For in hope we were saved. Now hope that is seen is not hope, for who hopes for what one already sees? But if we hope for what we do not see, we wait for it with patience.
Romans 8:24-25
Hope is: "a feeling of expectation and desire for a certain thing to happen." But the hope we have in God is "an anchor for our lives, safe and secure" (Hebrews 6:19).
In the winter of 2009, my stepdad had a stroke. It was the first of many, many health battles and diagnoses for him. He was admitted into the Neuro ICU and there was a family waiting room, seemingly, just for us. My mom, my sisters, and I moved right into that little space. We brought pillows and blankets and snacks and magazines and books. There were recliners that we moved into a semi-circle and a TV with a DVD player. We would take turns going in to see him but we were there in that waiting room together for days and days. It was in this moment that we became a "hospital" family. To us, that means if you are in the hospital, we are in the hospital.
We have sat, and slept, in waiting rooms and by hospital beds for surgeries big and small, the birth of babies, inpatient stays and quick little trips to the ER. We have learned whole hospital floor plans and the best meals to get in the cafeteria. When I had my son, my sister checked in at the front desk, said she was there to visit us, and the person working said "of course you are, EVERYONE else is here with her too!"

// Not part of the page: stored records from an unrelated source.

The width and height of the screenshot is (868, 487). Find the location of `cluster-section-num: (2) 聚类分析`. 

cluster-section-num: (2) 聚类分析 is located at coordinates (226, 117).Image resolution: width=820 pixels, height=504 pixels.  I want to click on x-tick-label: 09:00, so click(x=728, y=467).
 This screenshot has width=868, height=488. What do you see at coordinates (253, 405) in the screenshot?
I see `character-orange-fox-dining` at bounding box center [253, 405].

Maybe hospital waiting rooms are sad to others but to us they hold a bit of hope. Not the kind of hope that is a wishful thought - though they hold that kind for us too. I'm talking about the kind of hope one can only find when they have faith in God, a God of such deep love, grace, and mercy. The kind of hope necessary to survive the reports from doctors and nurses and the prognosis that you know is worse than the medical team is making it sound. The kind of hope that believes in things unseen, even unthinkable, and the goodness of God against all odds.

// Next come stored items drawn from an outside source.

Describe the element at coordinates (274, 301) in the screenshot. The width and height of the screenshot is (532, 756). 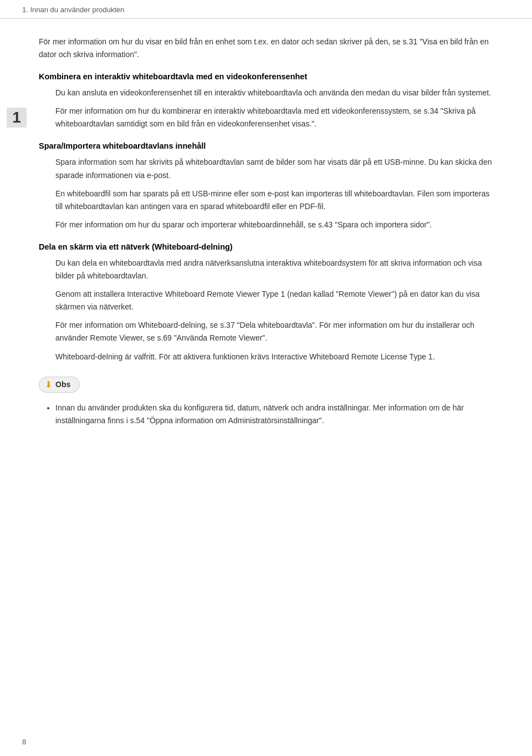
I see `section3-para2: Genom att installera Interactive Whitebo…` at that location.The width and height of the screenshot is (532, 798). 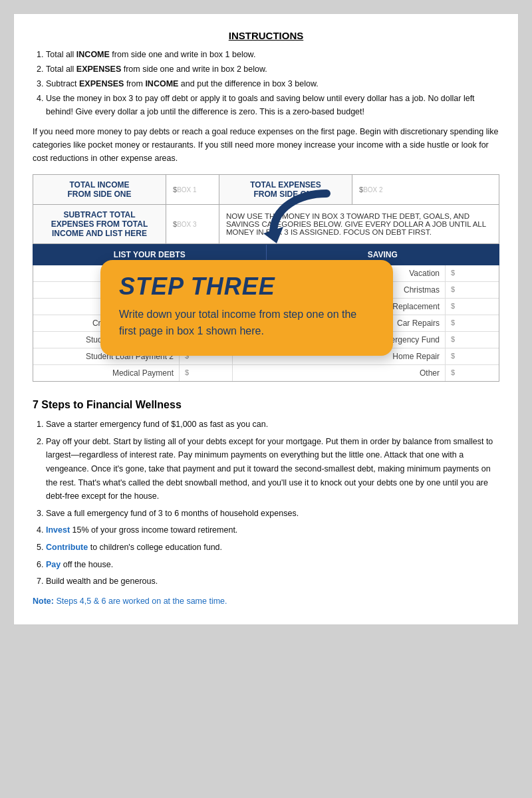 What do you see at coordinates (339, 373) in the screenshot?
I see `row7-right-label: Other` at bounding box center [339, 373].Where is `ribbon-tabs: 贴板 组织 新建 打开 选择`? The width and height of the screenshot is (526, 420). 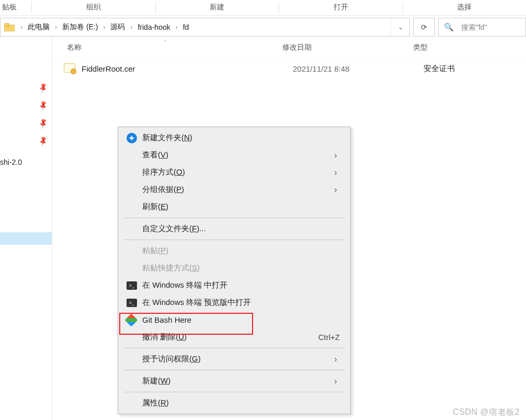 ribbon-tabs: 贴板 组织 新建 打开 选择 is located at coordinates (263, 8).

"Let us remind ourselves that hope wasn't really made for the joyful, the certain, the celebratory. Hope was made for the hungry. It thrives in the darkness. It is necessary precisely because of uncertainty, grief, and longing." Amanda Held Opelt
Prayer:
Father, help us to remember, in this Advent season and beyond, that hope may thrive in the darkness, but Jesus is the light. May we find our hope in you, for things we do not see, with a patience only you can provide. Amen.